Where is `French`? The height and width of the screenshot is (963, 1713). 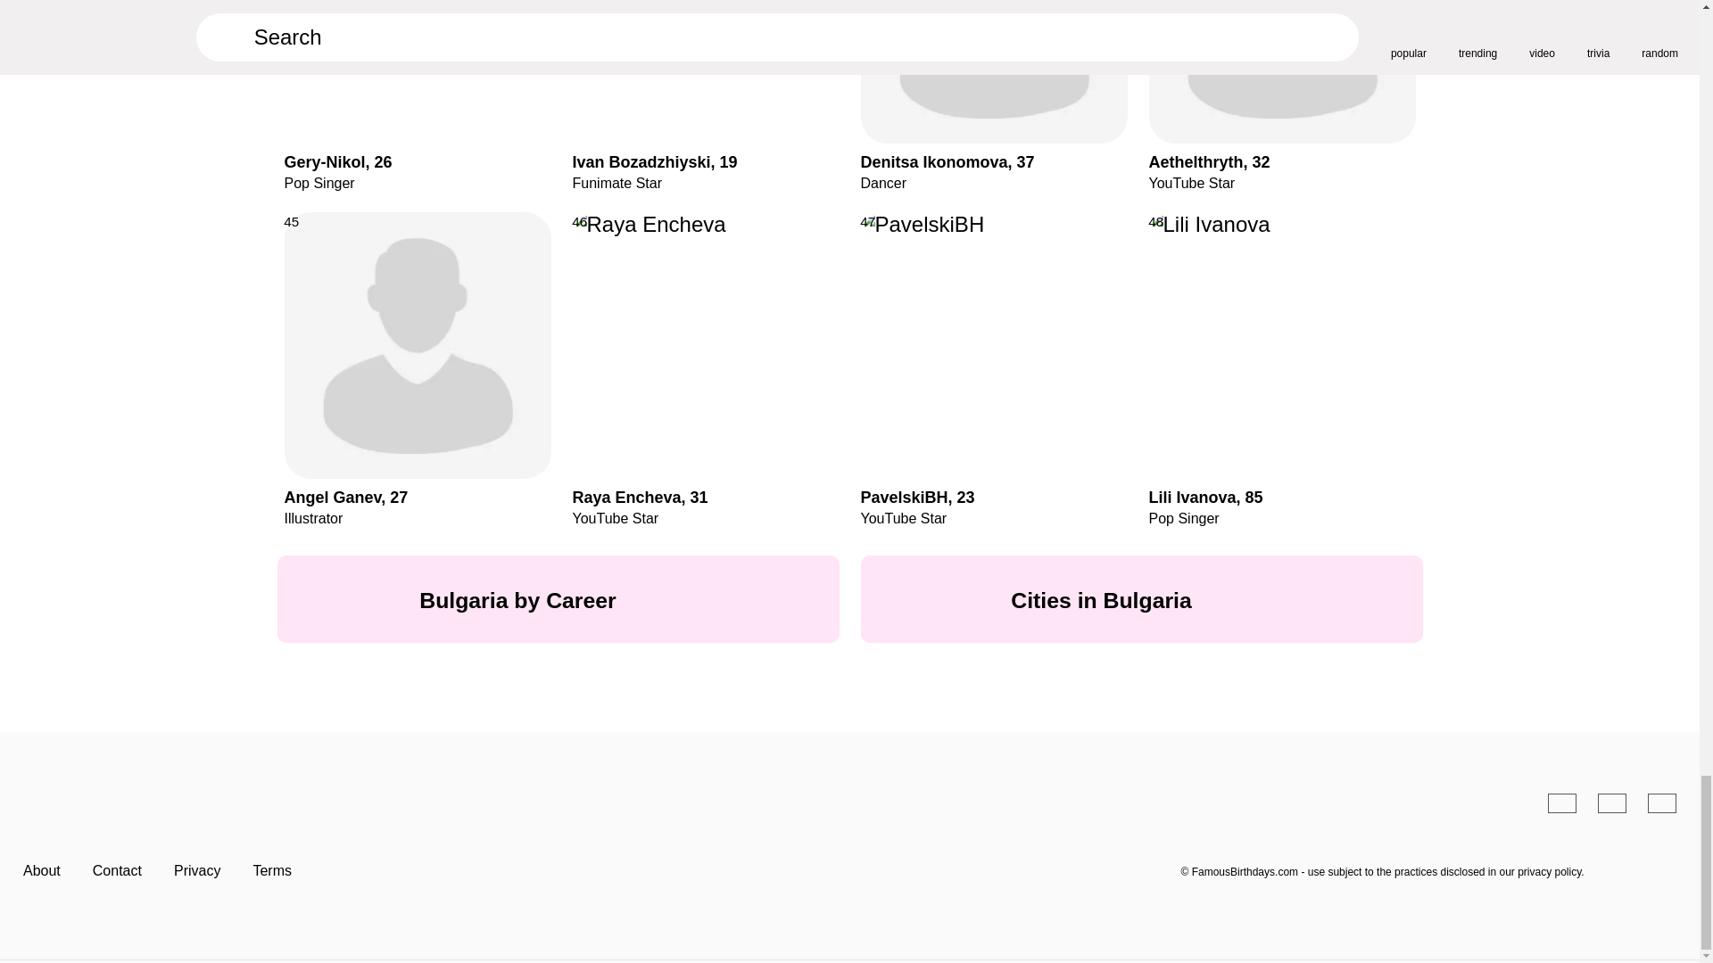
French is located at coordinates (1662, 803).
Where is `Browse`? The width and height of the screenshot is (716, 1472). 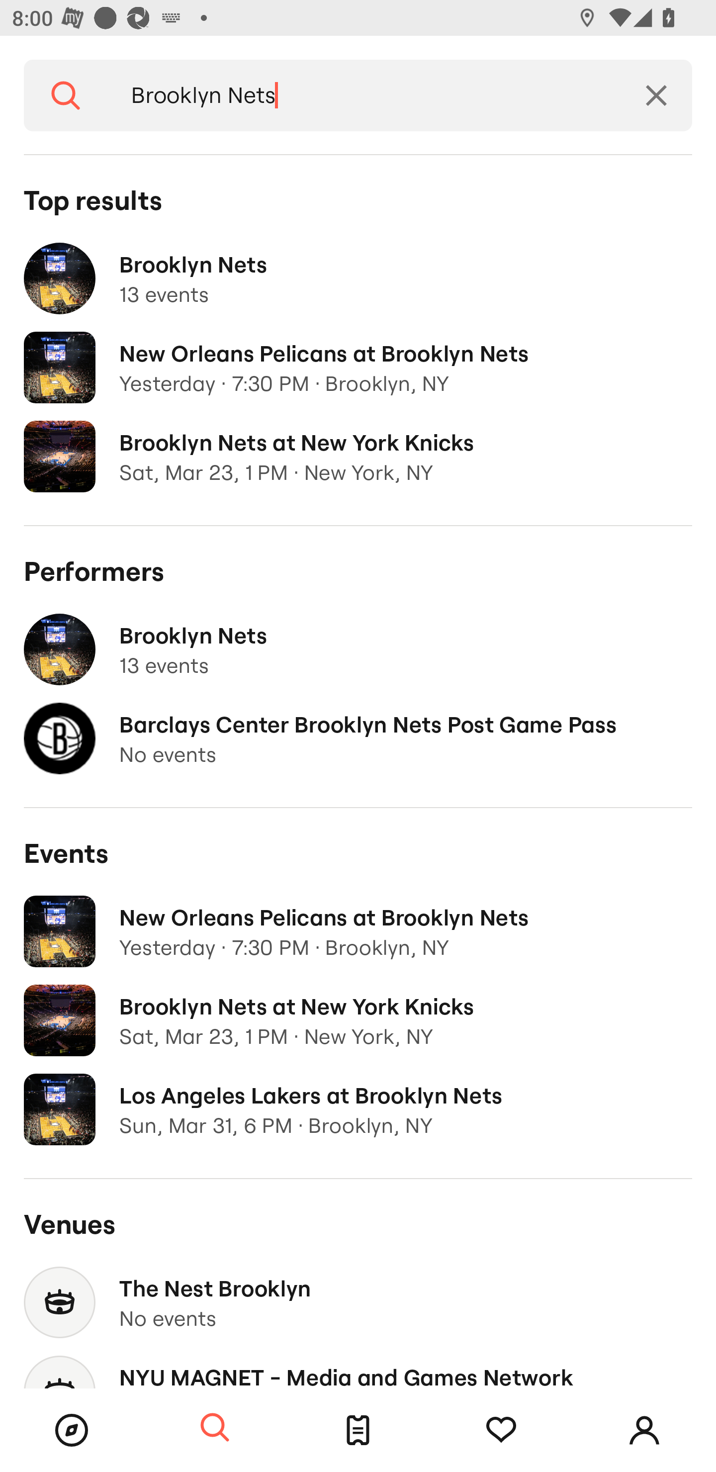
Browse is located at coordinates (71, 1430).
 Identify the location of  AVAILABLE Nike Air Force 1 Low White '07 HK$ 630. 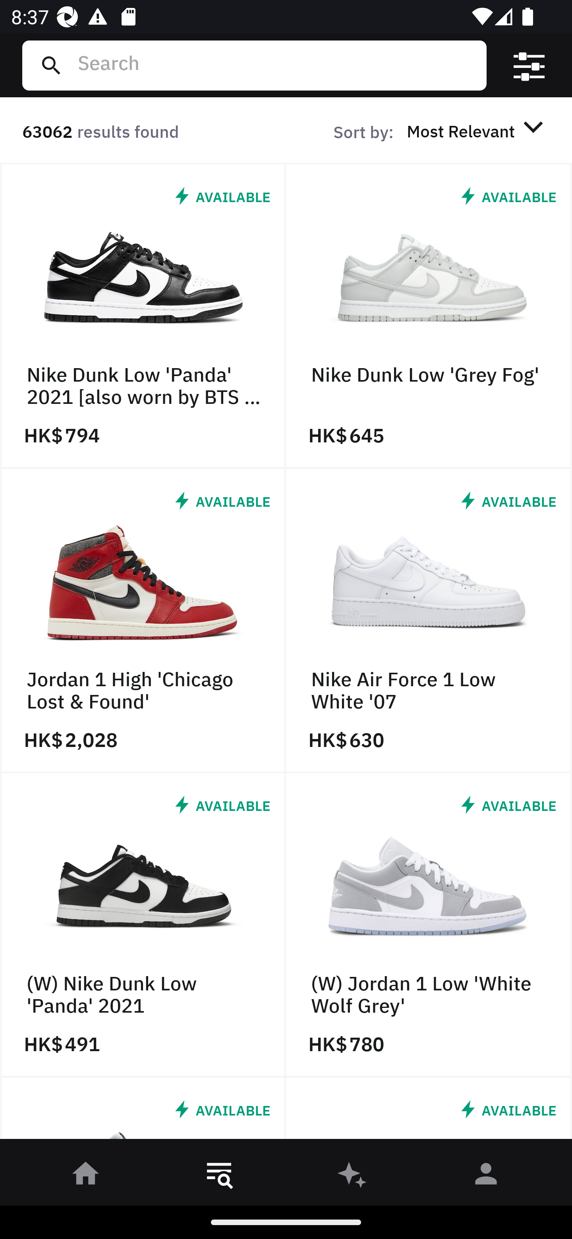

PROBLEM DETAILS: The line containing "is (716, 1472)." marks the start: set down exactly that line and every line after it through the last line of the data, without any pictures.

ANSWER TO THIS TASK:
Where is `Browse`? The width and height of the screenshot is (716, 1472). 
Browse is located at coordinates (71, 1430).
 Identify the location of  AVAILABLE Nike Air Force 1 Low White '07 HK$ 630. 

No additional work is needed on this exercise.